Post
by Candybox » Thu Sep 27, 2012 12:36 pm
What a great post. Maybe what you mean is other ways to have peak experiences?
Rather than Peace Corps (2 year commitment, no real choice of country), you can sign up to teach English for a year in pretty much any country you want. Really low work commitment (usually under 20 hours a week), TONS of vacation time (due to following a school / break schedule), and the experience of actually living in a different culture is amazing. You can basically have your pick of any country in Asia that I know of. I ran off to China for a year after college (though to be fair, I'm Chinese-American... but the adventure part still applies).
My favorite thing I did there was go to Lijiang and hiking Tiger Leaping Gorge with my friends. Tiger Leaping Gorge is the tallest / deepest river gorge in the world, and it is a 2 night trip with a stop in a guesthouse along the way.
Another favorite memory of mine is tripping all night in Florence. When my boyfriend and I got there, we'd been robbed and pick-pocketed and utterly defeated, but exploring and being constantly surprised by the vasty vastness of that great city made it all better.
This past year, when we (initially) didn't score tickets to BM, we decided to make it up to ourselves by going on vacation. We went to Death Valley in the spring, rented a Jeep, and went off-roading and camping for the better part of a week. We'd wake up and climb sand dunes and watch the sun rise in the raw and early morning. Every moment was real and every moment was amazing.
Oh, and we topped off that trip with an overnight visit to Slab City. It's sort of like Burning Man. Sort of. But with a high dose of reality.
In essence, it's a squatters colony on an abandoned military testing base, a few miles off the shores of the Salton Sea. Some people live there because they have to, most people because they want to. It's the "last free place in America". There are the really scary looking homesteads, and the amazing.
A big ol' burner had set up an his base there. Shipping containers and solar panels and installation art. A really remarkable permanent desert camp. Called it East Jesus. He passed away last year, but his friends were trying to keep it going. We donated to their IndieGoGo, and as a result they fed us and we spent the night. In the distance we could see the glow of bombs (there's still a testing base nearby).
And the most amazing part about my trip to the slabs was getting to see Salvation Mountain. An old desert prophet spent 30 years building his technicolor monument to God's love. I walked in an atheist and walked out agnostic. Inside, it was so pure, so full of pure naive artistic intent, I wept. Salvation Mountain is pretty much my favorite place in the universe.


* **Work to be completed**: Search the data for the string "export" and gather each line it is in.

·····

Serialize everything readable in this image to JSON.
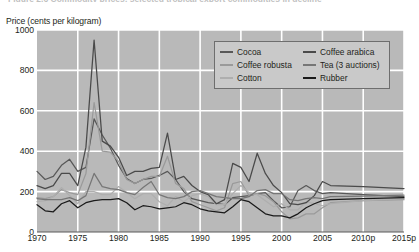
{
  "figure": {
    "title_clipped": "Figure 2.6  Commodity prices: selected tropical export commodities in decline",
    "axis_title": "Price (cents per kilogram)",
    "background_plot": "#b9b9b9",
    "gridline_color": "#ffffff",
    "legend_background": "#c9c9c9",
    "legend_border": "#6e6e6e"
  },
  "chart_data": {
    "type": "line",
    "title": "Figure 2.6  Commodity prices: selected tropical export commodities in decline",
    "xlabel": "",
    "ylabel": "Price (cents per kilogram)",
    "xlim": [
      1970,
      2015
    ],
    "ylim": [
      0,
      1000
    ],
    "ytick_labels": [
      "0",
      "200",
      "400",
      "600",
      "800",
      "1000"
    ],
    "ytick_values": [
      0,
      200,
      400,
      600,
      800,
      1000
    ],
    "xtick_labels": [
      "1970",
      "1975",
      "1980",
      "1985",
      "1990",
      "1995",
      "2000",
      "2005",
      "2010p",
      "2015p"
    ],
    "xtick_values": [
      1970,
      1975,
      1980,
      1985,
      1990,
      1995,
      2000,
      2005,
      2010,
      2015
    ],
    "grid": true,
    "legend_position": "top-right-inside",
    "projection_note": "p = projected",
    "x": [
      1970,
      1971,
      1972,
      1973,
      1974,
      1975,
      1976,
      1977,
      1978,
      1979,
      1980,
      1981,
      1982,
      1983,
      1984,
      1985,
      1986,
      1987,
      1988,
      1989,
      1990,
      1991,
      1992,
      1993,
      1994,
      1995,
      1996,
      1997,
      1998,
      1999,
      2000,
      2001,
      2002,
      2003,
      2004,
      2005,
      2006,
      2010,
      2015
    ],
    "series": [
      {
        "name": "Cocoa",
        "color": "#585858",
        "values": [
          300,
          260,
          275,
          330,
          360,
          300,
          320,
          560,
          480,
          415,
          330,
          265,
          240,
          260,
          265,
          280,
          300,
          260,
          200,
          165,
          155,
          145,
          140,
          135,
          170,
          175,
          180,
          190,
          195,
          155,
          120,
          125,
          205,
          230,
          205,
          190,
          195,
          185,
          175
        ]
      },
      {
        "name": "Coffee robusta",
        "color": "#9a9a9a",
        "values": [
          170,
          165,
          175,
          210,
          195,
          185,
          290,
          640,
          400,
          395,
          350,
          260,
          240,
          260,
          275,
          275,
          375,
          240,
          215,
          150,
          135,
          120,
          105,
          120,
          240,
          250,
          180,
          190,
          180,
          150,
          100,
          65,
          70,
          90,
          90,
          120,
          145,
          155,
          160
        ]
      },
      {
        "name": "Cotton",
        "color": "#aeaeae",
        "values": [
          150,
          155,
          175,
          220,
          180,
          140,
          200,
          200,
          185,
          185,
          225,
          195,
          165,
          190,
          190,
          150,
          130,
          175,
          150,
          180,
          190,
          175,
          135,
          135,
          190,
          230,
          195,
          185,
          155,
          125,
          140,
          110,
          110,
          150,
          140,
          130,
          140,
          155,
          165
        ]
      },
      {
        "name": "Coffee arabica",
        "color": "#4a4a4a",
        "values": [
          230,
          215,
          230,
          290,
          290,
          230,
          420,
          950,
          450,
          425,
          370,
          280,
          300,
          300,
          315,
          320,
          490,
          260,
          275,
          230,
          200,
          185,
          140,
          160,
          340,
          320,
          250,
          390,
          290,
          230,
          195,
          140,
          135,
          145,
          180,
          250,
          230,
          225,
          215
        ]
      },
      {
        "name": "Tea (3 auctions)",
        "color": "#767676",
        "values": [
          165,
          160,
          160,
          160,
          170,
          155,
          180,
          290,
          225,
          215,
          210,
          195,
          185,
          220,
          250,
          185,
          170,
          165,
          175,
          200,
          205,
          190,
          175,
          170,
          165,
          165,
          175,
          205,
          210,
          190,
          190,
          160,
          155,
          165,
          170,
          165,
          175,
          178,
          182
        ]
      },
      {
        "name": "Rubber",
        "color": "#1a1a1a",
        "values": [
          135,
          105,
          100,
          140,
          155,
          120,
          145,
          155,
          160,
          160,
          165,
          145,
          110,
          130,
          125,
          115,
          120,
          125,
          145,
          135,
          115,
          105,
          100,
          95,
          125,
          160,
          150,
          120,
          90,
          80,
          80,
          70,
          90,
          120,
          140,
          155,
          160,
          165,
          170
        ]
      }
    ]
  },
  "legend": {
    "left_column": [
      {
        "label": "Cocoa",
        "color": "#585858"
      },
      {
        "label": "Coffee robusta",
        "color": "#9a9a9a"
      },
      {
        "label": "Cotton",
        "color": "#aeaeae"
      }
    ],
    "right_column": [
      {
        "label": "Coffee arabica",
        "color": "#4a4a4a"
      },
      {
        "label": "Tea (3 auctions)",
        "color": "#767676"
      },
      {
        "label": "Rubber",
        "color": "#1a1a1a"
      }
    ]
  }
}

·····

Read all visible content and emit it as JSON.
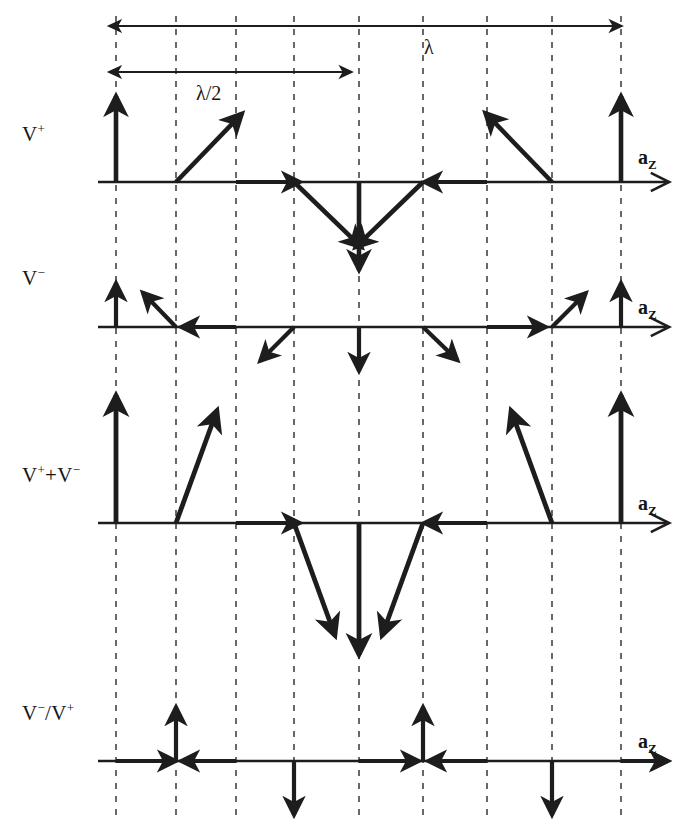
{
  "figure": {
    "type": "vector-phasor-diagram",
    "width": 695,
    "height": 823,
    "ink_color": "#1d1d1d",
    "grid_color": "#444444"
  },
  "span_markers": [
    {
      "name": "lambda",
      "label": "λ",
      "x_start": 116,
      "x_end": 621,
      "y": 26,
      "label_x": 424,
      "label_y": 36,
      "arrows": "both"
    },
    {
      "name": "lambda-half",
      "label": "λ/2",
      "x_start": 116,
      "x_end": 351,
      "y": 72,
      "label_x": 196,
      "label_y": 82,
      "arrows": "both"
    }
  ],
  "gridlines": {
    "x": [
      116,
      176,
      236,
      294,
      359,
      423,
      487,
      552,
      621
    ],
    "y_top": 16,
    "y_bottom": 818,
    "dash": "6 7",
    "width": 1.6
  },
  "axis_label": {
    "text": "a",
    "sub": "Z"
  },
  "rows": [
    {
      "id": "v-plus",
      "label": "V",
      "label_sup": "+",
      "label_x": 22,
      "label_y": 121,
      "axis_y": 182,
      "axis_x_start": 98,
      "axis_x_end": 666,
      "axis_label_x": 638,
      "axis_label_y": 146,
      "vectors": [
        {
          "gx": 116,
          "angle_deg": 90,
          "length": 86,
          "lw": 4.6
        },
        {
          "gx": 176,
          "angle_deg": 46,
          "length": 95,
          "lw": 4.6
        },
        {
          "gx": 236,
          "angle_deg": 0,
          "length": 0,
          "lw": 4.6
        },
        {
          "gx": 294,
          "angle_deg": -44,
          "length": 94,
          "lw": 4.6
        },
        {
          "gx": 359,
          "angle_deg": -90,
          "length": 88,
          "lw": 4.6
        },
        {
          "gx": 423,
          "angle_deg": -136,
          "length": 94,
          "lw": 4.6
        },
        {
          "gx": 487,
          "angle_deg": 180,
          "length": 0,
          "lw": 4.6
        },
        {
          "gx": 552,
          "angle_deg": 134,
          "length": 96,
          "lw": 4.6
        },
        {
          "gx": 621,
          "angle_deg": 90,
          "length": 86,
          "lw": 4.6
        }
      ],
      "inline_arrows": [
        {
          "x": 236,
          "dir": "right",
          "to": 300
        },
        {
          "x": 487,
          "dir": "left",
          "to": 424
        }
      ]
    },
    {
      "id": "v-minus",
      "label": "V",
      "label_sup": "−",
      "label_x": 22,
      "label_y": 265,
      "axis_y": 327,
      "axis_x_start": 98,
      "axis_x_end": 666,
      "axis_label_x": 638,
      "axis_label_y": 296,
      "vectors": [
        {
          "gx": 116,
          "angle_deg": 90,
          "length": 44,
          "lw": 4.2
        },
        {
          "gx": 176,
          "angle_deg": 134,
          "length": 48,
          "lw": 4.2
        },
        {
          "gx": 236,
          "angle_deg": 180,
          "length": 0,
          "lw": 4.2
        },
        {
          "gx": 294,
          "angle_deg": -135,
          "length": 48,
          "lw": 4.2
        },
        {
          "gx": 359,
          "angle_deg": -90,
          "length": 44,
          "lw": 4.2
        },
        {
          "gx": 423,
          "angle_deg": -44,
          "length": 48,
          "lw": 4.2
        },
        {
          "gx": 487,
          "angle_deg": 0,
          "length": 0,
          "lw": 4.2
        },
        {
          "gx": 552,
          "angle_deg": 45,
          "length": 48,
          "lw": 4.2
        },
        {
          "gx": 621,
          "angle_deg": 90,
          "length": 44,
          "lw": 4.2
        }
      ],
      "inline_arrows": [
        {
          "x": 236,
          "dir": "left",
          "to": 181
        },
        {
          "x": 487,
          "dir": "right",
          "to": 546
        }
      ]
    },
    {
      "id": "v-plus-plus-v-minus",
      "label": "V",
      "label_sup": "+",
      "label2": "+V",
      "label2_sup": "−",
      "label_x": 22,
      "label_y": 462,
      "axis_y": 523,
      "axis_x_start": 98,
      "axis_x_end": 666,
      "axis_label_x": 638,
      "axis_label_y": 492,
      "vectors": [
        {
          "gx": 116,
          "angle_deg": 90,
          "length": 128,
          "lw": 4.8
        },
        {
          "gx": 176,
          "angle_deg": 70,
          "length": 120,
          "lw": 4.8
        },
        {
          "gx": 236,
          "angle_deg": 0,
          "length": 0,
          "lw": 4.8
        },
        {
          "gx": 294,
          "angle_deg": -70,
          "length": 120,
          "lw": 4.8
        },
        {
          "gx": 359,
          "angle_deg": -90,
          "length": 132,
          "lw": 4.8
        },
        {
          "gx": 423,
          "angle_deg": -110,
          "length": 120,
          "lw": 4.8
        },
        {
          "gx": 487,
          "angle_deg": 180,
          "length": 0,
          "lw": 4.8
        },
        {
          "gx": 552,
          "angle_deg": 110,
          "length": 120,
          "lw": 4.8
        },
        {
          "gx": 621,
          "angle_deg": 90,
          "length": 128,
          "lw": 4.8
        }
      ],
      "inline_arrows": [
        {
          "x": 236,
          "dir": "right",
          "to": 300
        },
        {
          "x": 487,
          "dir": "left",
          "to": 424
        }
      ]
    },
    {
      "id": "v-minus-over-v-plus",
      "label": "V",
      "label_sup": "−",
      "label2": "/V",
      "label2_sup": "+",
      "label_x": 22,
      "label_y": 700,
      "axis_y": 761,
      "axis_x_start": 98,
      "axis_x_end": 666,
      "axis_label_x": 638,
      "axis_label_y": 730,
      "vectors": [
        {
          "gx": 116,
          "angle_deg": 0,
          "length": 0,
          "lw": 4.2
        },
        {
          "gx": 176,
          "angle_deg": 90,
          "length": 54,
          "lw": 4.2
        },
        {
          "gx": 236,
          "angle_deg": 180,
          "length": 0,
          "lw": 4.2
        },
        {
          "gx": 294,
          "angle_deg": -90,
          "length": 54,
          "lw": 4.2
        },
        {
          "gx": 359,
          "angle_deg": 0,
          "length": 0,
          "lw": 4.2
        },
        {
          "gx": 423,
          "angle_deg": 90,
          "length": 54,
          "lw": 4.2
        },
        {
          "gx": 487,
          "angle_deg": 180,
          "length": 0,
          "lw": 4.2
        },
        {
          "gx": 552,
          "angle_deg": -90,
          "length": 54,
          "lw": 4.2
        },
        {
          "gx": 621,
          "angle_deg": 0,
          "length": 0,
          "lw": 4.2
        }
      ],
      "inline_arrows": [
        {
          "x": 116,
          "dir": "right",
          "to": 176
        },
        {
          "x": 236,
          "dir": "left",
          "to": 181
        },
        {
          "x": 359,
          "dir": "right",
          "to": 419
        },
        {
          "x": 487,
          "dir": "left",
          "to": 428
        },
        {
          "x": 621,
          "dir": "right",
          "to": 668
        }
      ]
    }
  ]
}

·····

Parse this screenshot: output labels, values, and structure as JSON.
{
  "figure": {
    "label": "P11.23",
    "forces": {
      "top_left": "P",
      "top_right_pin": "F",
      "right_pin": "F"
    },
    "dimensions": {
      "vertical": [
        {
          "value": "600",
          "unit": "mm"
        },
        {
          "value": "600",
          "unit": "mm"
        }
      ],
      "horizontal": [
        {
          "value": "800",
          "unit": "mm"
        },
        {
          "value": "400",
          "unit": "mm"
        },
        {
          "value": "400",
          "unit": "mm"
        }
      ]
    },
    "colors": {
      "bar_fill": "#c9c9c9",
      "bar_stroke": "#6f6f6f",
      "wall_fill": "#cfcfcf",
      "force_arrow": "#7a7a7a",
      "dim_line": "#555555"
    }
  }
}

·····

* **Result of the task**:
    "title_clipped": "Figure 2.6  Commodity prices: selected tropical export commodities in decline",
    "title": "Figure 2.6  Commodity prices: selected tropical export commodities in decline",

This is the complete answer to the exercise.